The price tag for the United Kingdom's siege of the Ecuadorean embassy in London hit £10 million (US$15 million) Thursday.
A WikiLeaks spokesperson pointed out the cost of the controversial police operation has now exceeded the budget of the country’s Iraq War inquiry. The inquiry was established in 2009 to critique the U.K.'s role in the 2003 U.S.-led invasion of Iraq. The broad public inquiry is expected to have a final cost of roughly £10 million.
UK gov has now spent more surrounding #Assange (£10million) than #Chilcot Iraq War inquiry and Westminster pedophile ring investigation.
— WikiLeaks (@wikileaks)
febrero 5, 2015
Pro-WikiLeaks website govwaste.co.uk says the amount of “U.K. taxpayer money wasted 'guarding' Assange” could have been used to provide people in need with over 8 million meals, or cover the costs of sending nearly 18,000 children to school for a year.
The Embassy Siege
British police have surrounded the embassy since June 2012, when WikiLeaks founder Julian Assange claimed asylum there. Assange is wanted for questioning in Sweden in relation to allegations of sexual offenses.
The high profile hacktivist says he fears Sweden may hand him over to U.S. authorities, who he has accused of plotting to prosecute him for his role at WikiLeaks. Although Ecuador has granted Assange asylum, U.K. authorities have refused to allow the WikiLeaks founder safe passage to the South American nation. Instead, authorities deployed police to surround the embassy, with orders to arrest Assange if he tries to leave.
U.K. authorities have previously threatened to forcibly enter the embassy to capture Assange, but backed down after the Ecuadorian government slammed the proposal as a violation of international norms.
Australian-British journalist and Assange supporter John Pilger has described the U.K.'s response to the asylum standoff as a “farce.”
“For two years, an exaggerated, costly police presence around the Ecuadorean embassy in London has served no purpose other than to flaunt the power of the state,” Pilger argued in November 2014.
“Their quarry is an Australian charged with no crime, a refugee from gross injustice whose only security is the room given him by a brave South American country. His true crime is to have initiated a wave of truth-telling in an era of lies, cynicism and war,” he stated.
Check out teleSUR English's interview with Assange.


§ **WORK TO COMPLETE**:
Skip the pictures. Transcribe the rest of the data below without changing a word.
━━ DATA SUPPLIED
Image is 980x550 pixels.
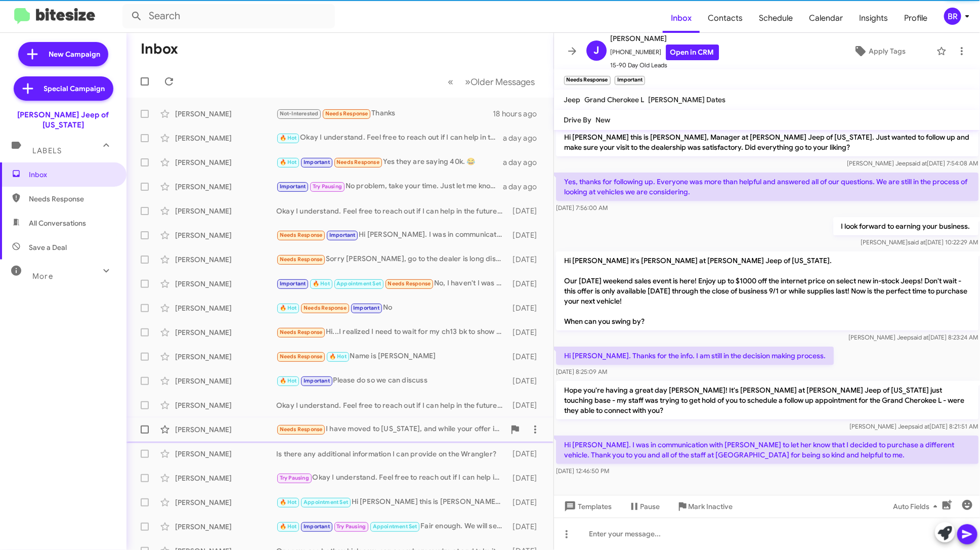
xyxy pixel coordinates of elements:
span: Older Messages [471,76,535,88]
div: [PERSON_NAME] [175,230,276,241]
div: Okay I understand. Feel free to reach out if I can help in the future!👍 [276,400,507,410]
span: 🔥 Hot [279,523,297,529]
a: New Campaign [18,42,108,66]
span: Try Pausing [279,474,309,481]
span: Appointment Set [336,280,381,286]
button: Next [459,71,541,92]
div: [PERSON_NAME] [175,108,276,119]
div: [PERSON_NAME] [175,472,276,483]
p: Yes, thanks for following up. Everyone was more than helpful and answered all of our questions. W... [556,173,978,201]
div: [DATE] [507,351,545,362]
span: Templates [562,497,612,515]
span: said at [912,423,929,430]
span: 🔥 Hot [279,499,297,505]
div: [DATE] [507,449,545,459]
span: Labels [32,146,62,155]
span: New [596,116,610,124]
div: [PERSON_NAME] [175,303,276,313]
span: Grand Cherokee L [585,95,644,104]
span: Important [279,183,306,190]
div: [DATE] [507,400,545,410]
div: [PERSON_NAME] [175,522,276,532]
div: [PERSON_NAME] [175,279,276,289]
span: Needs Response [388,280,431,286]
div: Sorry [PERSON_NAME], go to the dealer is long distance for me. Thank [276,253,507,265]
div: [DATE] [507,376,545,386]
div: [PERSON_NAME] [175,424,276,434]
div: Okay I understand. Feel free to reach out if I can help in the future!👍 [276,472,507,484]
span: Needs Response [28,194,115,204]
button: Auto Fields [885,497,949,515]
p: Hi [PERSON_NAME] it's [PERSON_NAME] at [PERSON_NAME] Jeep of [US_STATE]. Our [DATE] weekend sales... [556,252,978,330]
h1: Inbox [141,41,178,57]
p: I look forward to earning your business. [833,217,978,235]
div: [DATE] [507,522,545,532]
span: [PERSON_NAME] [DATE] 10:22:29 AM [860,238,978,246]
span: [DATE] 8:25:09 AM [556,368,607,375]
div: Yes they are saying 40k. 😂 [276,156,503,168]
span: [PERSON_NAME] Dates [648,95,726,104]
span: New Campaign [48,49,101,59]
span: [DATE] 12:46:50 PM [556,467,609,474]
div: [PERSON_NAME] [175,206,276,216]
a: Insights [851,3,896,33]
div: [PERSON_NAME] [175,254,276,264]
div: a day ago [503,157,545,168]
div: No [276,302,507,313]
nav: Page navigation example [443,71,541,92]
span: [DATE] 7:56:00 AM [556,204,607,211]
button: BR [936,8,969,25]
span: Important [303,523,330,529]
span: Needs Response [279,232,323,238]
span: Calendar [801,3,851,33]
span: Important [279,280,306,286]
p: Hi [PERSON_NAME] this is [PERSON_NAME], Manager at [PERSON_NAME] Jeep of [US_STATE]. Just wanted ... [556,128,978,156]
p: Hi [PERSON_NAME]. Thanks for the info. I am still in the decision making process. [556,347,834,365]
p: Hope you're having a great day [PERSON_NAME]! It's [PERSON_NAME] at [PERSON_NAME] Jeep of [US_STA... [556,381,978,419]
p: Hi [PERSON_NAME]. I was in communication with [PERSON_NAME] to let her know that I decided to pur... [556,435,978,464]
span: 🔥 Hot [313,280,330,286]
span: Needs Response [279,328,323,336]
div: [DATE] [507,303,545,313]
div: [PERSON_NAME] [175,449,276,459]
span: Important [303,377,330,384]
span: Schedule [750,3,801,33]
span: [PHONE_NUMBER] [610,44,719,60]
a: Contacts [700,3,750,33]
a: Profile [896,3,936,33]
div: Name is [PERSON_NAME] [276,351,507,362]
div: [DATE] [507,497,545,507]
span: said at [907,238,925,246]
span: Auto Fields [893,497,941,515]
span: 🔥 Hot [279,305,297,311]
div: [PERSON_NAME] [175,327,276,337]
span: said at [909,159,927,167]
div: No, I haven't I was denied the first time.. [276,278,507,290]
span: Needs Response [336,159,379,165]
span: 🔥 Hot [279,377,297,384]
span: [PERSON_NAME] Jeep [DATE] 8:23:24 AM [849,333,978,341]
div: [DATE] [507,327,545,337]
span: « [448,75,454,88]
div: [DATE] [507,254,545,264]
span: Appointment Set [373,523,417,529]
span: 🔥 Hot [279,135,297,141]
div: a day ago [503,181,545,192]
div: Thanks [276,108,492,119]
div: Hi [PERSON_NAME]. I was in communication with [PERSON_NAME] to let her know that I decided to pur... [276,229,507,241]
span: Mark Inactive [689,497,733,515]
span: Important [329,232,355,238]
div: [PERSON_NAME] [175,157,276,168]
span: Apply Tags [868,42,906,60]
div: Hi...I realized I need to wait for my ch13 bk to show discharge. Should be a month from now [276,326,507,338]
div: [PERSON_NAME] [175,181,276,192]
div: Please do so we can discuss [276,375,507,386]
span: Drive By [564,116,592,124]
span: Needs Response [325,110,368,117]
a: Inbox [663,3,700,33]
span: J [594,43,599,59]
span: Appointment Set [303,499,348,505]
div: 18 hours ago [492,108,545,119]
━━━━
§ **TASK SOLUTION**:
Image is 980x550 pixels.
xyxy pixel coordinates of elements:
span: Older Messages [471,76,535,88]
div: [PERSON_NAME] [175,230,276,241]
div: Okay I understand. Feel free to reach out if I can help in the future!👍 [276,400,507,410]
span: 🔥 Hot [279,523,297,529]
a: New Campaign [18,42,108,66]
span: Try Pausing [279,474,309,481]
span: Appointment Set [336,280,381,286]
button: Next [459,71,541,92]
div: [PERSON_NAME] [175,108,276,119]
div: [PERSON_NAME] [175,472,276,483]
p: Yes, thanks for following up. Everyone was more than helpful and answered all of our questions. W... [556,173,978,201]
div: [DATE] [507,351,545,362]
span: Templates [562,497,612,515]
span: said at [912,423,929,430]
span: 🔥 Hot [279,499,297,505]
div: [DATE] [507,449,545,459]
span: Labels [32,146,62,155]
span: New [596,116,610,124]
div: [PERSON_NAME] [175,303,276,313]
span: Grand Cherokee L [585,95,644,104]
span: Important [279,183,306,190]
div: [DATE] [507,400,545,410]
div: [PERSON_NAME] [175,522,276,532]
div: [PERSON_NAME] [175,279,276,289]
span: Needs Response [388,280,431,286]
div: Sorry [PERSON_NAME], go to the dealer is long distance for me. Thank [276,253,507,265]
div: [DATE] [507,376,545,386]
div: [PERSON_NAME] [175,424,276,434]
div: Okay I understand. Feel free to reach out if I can help in the future!👍 [276,472,507,484]
span: Needs Response [28,194,115,204]
button: Auto Fields [885,497,949,515]
p: Hi [PERSON_NAME] it's [PERSON_NAME] at [PERSON_NAME] Jeep of [US_STATE]. Our [DATE] weekend sales... [556,252,978,330]
h1: Inbox [141,41,178,57]
p: I look forward to earning your business. [833,217,978,235]
div: [DATE] [507,522,545,532]
span: [PERSON_NAME] [DATE] 10:22:29 AM [860,238,978,246]
span: [DATE] 8:25:09 AM [556,368,607,375]
div: Yes they are saying 40k. 😂 [276,156,503,168]
span: [PERSON_NAME] Dates [648,95,726,104]
span: New Campaign [48,49,101,59]
span: [DATE] 12:46:50 PM [556,467,609,474]
div: [PERSON_NAME] [175,206,276,216]
a: Insights [851,3,896,33]
div: [PERSON_NAME] [175,254,276,264]
div: a day ago [503,157,545,168]
div: No [276,302,507,313]
nav: Page navigation example [443,71,541,92]
span: [DATE] 7:56:00 AM [556,204,607,211]
button: BR [936,8,969,25]
span: Important [303,523,330,529]
span: Needs Response [279,232,323,238]
span: Calendar [801,3,851,33]
span: Important [279,280,306,286]
p: Hi [PERSON_NAME] this is [PERSON_NAME], Manager at [PERSON_NAME] Jeep of [US_STATE]. Just wanted ... [556,128,978,156]
p: Hi [PERSON_NAME]. Thanks for the info. I am still in the decision making process. [556,347,834,365]
p: Hope you're having a great day [PERSON_NAME]! It's [PERSON_NAME] at [PERSON_NAME] Jeep of [US_STA... [556,381,978,419]
p: Hi [PERSON_NAME]. I was in communication with [PERSON_NAME] to let her know that I decided to pur... [556,435,978,464]
span: 🔥 Hot [313,280,330,286]
span: Needs Response [279,328,323,336]
div: [DATE] [507,303,545,313]
div: [PERSON_NAME] [175,449,276,459]
span: Important [303,377,330,384]
span: Schedule [750,3,801,33]
span: [PHONE_NUMBER] [610,44,719,60]
a: Contacts [700,3,750,33]
a: Profile [896,3,936,33]
div: Name is [PERSON_NAME] [276,351,507,362]
div: [DATE] [507,497,545,507]
span: said at [907,238,925,246]
span: Auto Fields [893,497,941,515]
span: 🔥 Hot [279,305,297,311]
div: [PERSON_NAME] [175,327,276,337]
span: said at [909,159,927,167]
div: No, I haven't I was denied the first time.. [276,278,507,290]
span: Needs Response [336,159,379,165]
span: 🔥 Hot [279,377,297,384]
span: [PERSON_NAME] Jeep [DATE] 8:23:24 AM [849,333,978,341]
div: [DATE] [507,327,545,337]
span: « [448,75,454,88]
div: [DATE] [507,254,545,264]
span: Appointment Set [373,523,417,529]
span: 🔥 Hot [279,135,297,141]
div: a day ago [503,181,545,192]
div: Thanks [276,108,492,119]
div: Hi [PERSON_NAME]. I was in communication with [PERSON_NAME] to let her know that I decided to pur... [276,229,507,241]
span: Mark Inactive [689,497,733,515]
span: Important [329,232,355,238]
div: [PERSON_NAME] [175,157,276,168]
span: Apply Tags [868,42,906,60]
div: Hi...I realized I need to wait for my ch13 bk to show discharge. Should be a month from now [276,326,507,338]
div: [PERSON_NAME] [175,181,276,192]
div: Please do so we can discuss [276,375,507,386]
span: Drive By [564,116,592,124]
span: Needs Response [325,110,368,117]
a: Inbox [663,3,700,33]
span: J [594,43,599,59]
span: Appointment Set [303,499,348,505]
div: 18 hours ago [492,108,545,119]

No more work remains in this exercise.